How about you? What books would you move into today if you could?

Category: books. There is/are 6 Comments.

March 29, 2021


palm sunday weekending
posted by soe 1:36 am

Cherry Tree

I grew up in the Christian faith, which means that when we get near the two major holidays, I have feelings of extreme nostalgia. Not necessarily for organized religion, but for cultural markers, like candlelight carol services and hymns I sang during my six years in choir. So, as I’m writing this, I’m listening to Enrico Caruso sing Faure’s “The Palms,” to scratch that particular itch. Our church was big enough to support four choirs, and “The Palms” was the only song we sang every year together. I associate it with crowded pews (it was also one of the few Sundays a year when even the balcony seating was packed) and soaring sopranos and being a part of something bigger than myself. It’s the same feeling I get at the ocean and listening to certain harmonies and visiting the Reading Room at the British Library and the Library of Congress. (I assume others have similar feelings when looking at mountains and the stars.)

I mentioned that yesterday I felt a little of the weight that’s been keeping me down lift a little, allowing me to make progress on some long-lingering chores. I also took myself out to lunch down by the river, started a book, did some grocery shopping, and visited the garden.

Saturday Afternoon at the River

Today was a less productive day from a housekeeping standpoint, but still relatively pleasant.
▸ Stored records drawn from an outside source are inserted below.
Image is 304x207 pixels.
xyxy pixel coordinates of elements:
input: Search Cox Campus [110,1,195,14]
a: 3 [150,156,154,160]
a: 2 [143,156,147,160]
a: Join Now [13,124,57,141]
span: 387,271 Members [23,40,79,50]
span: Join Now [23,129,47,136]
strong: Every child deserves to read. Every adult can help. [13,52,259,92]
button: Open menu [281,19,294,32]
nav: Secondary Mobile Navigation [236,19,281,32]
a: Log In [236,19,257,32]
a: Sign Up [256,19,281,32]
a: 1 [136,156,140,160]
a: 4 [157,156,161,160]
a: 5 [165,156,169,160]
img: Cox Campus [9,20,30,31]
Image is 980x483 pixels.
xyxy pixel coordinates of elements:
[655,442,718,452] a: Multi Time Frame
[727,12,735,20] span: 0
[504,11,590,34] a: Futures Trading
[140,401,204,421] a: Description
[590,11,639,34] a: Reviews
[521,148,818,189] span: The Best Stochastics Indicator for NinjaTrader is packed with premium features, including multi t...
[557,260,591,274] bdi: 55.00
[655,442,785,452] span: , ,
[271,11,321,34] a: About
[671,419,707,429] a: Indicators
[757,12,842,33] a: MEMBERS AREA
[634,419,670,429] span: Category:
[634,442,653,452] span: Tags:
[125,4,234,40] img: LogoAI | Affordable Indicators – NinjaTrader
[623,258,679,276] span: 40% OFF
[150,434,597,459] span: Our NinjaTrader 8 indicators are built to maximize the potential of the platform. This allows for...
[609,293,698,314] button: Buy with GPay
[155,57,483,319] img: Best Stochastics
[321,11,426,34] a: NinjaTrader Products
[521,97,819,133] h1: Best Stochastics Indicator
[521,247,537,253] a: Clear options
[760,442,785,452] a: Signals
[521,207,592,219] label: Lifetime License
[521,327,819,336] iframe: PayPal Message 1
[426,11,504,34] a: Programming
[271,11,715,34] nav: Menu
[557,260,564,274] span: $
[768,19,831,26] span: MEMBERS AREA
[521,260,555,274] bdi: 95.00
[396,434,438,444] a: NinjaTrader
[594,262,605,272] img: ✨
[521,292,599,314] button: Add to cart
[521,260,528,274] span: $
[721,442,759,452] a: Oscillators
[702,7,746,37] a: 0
While early-arriving rain kept me from doing the work in the garden I’d meant to, it did not keep Rudi and me from the farmers market (and Rudi’s presence meant he went and emptied with the compost, while I waited in line to get in). I took a nap, wove in yarn ends on my pair of stripey socks and knit until I started making errors on the other pair, read, chatted with my folks, and watched women’s basketball. I ordered a calendar-year refill for my organizer, and because I put that off for a quarter of a year, it was half off. And the grant that I thought I’d need to spend all the wee hours writing turns out not to have been due this weekend, so after checking my schedule for tomorrow (and seeing a time-sensitive email I’d been waiting for had finally arrived on Saturday), I was able to put that aside and veg out with my book a little longer instead. Now, I’m going to wash today’s dishes, hang up the handknits still soaking in the bathroom sink, and join Rudi in bed.
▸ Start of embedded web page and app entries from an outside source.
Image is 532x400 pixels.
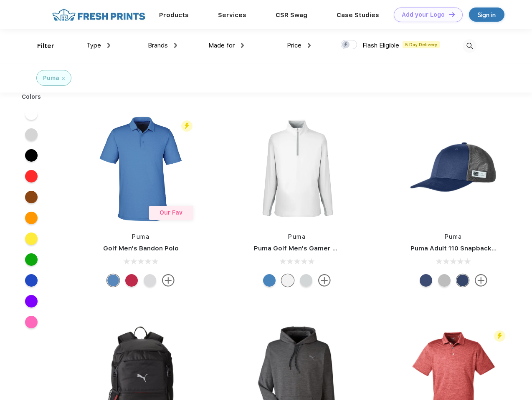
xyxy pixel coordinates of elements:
[362,41,399,49] span: Flash Eligible
[148,41,168,49] span: Brands
[43,74,59,82] div: Puma
[143,274,156,287] div: High Rise
[174,43,177,48] img: dropdown.png
[254,245,386,252] a: Puma Golf Men's Gamer Golf Quarter-Zip
[263,274,275,287] div: Bright Cobalt
[159,11,189,19] a: Products
[50,7,148,22] img: fo%20logo%202.webp
[300,274,312,287] div: High Rise
[108,43,110,48] img: dropdown.png
[281,274,294,287] div: Bright White
[86,41,101,49] span: Type
[208,41,234,49] span: Made for
[475,274,487,287] img: more.svg
[241,43,244,48] img: dropdown.png
[125,274,138,287] div: Ski Patrol
[37,41,54,51] div: Filter
[15,93,48,101] div: Colors
[469,7,504,22] a: Sign in
[218,11,246,19] a: Services
[494,330,505,342] img: flash_active_toggle.svg
[419,274,432,287] div: Peacoat Qut Shd
[85,113,196,224] img: func=resize&h=266
[288,234,305,240] a: Puma
[462,39,476,53] img: desktop_search.svg
[181,120,192,132] img: flash_active_toggle.svg
[287,41,301,49] span: Price
[103,245,179,252] a: Golf Men's Bandon Polo
[107,274,120,287] div: Lake Blue
[401,11,444,18] div: Add your Logo
[402,41,440,48] span: 5 Day Delivery
[162,274,174,287] img: more.svg
[62,77,65,80] img: filter_cancel.svg
[308,43,311,48] img: dropdown.png
[398,113,509,224] img: func=resize&h=266
[456,274,469,287] div: Peacoat with Qut Shd
[444,234,462,240] a: Puma
[449,12,454,17] img: DT
[160,209,182,216] span: Our Fav
[275,11,307,19] a: CSR Swag
[132,234,149,240] a: Puma
[438,274,450,287] div: Quarry with Brt Whit
[241,113,353,224] img: func=resize&h=266
[318,274,331,287] img: more.svg
[478,10,496,20] div: Sign in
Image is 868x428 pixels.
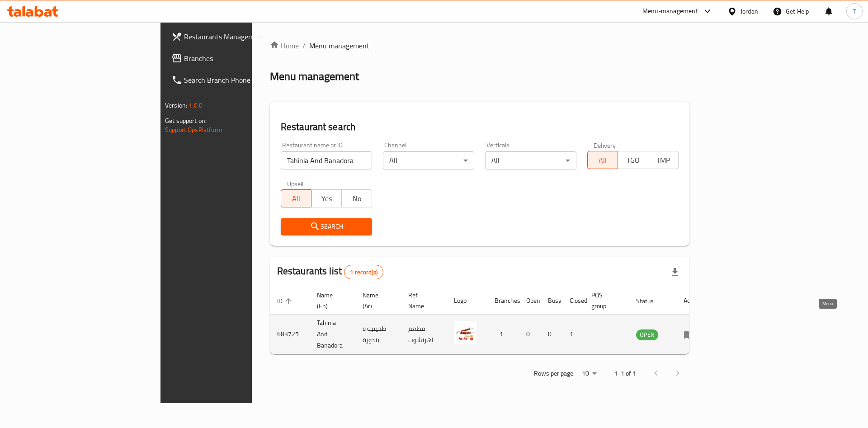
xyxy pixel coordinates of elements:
[281,190,312,207] button: All
[519,287,541,315] th: Open
[741,6,758,16] div: Jordan
[288,221,365,232] span: Search
[541,315,563,354] td: 0
[310,315,355,354] td: Tahinia And Banadora
[636,330,658,340] span: OPEN
[270,287,708,354] table: enhanced table
[652,154,675,167] span: TMP
[311,190,342,207] button: Yes
[676,287,708,315] th: Action
[664,261,686,283] div: Export file
[281,151,372,170] input: Search for restaurant name or ID..
[281,120,678,134] h2: Restaurant search
[345,192,369,205] span: No
[519,315,541,354] td: 0
[277,295,294,307] span: ID
[636,330,658,340] div: OPEN
[617,151,649,169] button: TGO
[184,31,298,42] span: Restaurants Management
[344,265,384,279] div: Total records count
[270,69,359,84] h2: Menu management
[622,154,645,167] span: TGO
[591,154,614,167] span: All
[588,151,618,169] button: All
[341,190,372,207] button: No
[315,192,338,205] span: Yes
[563,315,584,354] td: 1
[636,295,666,307] span: Status
[165,124,222,136] a: Support.OpsPlatform
[164,48,305,69] a: Branches
[852,6,856,16] span: T
[563,287,584,315] th: Closed
[165,115,207,126] span: Get support on:
[165,99,187,111] span: Version:
[277,264,384,279] h2: Restaurants list
[287,180,304,187] label: Upsell
[642,6,698,17] div: Menu-management
[594,142,616,149] label: Delivery
[345,268,383,277] span: 1 record(s)
[309,40,369,51] span: Menu management
[648,151,678,169] button: TMP
[401,315,447,354] td: مطعم اهرنشوب
[447,287,487,315] th: Logo
[270,40,690,51] nav: breadcrumb
[281,218,372,235] button: Search
[487,287,519,315] th: Branches
[454,322,477,344] img: Tahinia And Banadora
[184,53,298,64] span: Branches
[285,192,308,205] span: All
[614,368,636,379] p: 1-1 of 1
[362,290,390,312] span: Name (Ar)
[188,99,202,111] span: 1.0.0
[164,26,305,48] a: Restaurants Management
[184,75,298,85] span: Search Branch Phone
[355,315,401,354] td: طحينية و بندورة
[317,290,345,312] span: Name (En)
[164,69,305,91] a: Search Branch Phone
[534,368,575,379] p: Rows per page:
[383,151,474,170] div: All
[541,287,563,315] th: Busy
[409,290,436,312] span: Ref. Name
[591,290,618,312] span: POS group
[485,151,576,170] div: All
[578,367,600,381] div: Rows per page:
[487,315,519,354] td: 1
I hope you had a nice weekend, too. Let’s carry it over to the workweek, okay?

Category: life -- uncategorized. There is/are 2 Comments.

March 28, 2021


a light
posted by soe 1:50 am

I washed the bathroom sink today and put handknits in to soak. And I took out the kitchen trash.

There are lots of things I didn’t do. Every floor in the house needs cleaning. (Periodically I kick over the cat’s water dish and have to wipe it up, but short of relocating Corey’s bowl all over the apartment, I don’t think that’s my best bet.) The fridge needs sorting and Mount Laundry threatens us with avalanches while we sleep.

But all those things needed doing yesterday and I had no clean wool socks, my kitchen trash can only stayed closed because it had a bag of groceries perched on it (oh, I put those away, too), and my bathroom sink looked like a prop from a 1980s movie set in a New York City bus terminal.

Honestly, these were such minor things to feel good about getting done, but I got them done for the first time in a while. And I could choose to feel guilty about the state of the apartment and stress about how much work we need to do before anyone can next stop by (no one has stopped by in 16 months). Or I could take the win and recognize that I looked at several things that needed doing and actually just did them.

I don’t fool myself into thinking this will be an everyday occurrence. Honestly, pretty much any workday barely sees me doing more than basic self-care. But even if I could do a couple things every weekend (clear the coffee table or dust away the cobwebs by the window), it would be a step toward righting the ship.

But for today, I’ll admire my mostly empty trash can and go hang up the socks that should now be clean in my shiny bathroom sink. After all, every sunrise starts with a single ray of light.

Category: life -- uncategorized. There is/are 1 Comment.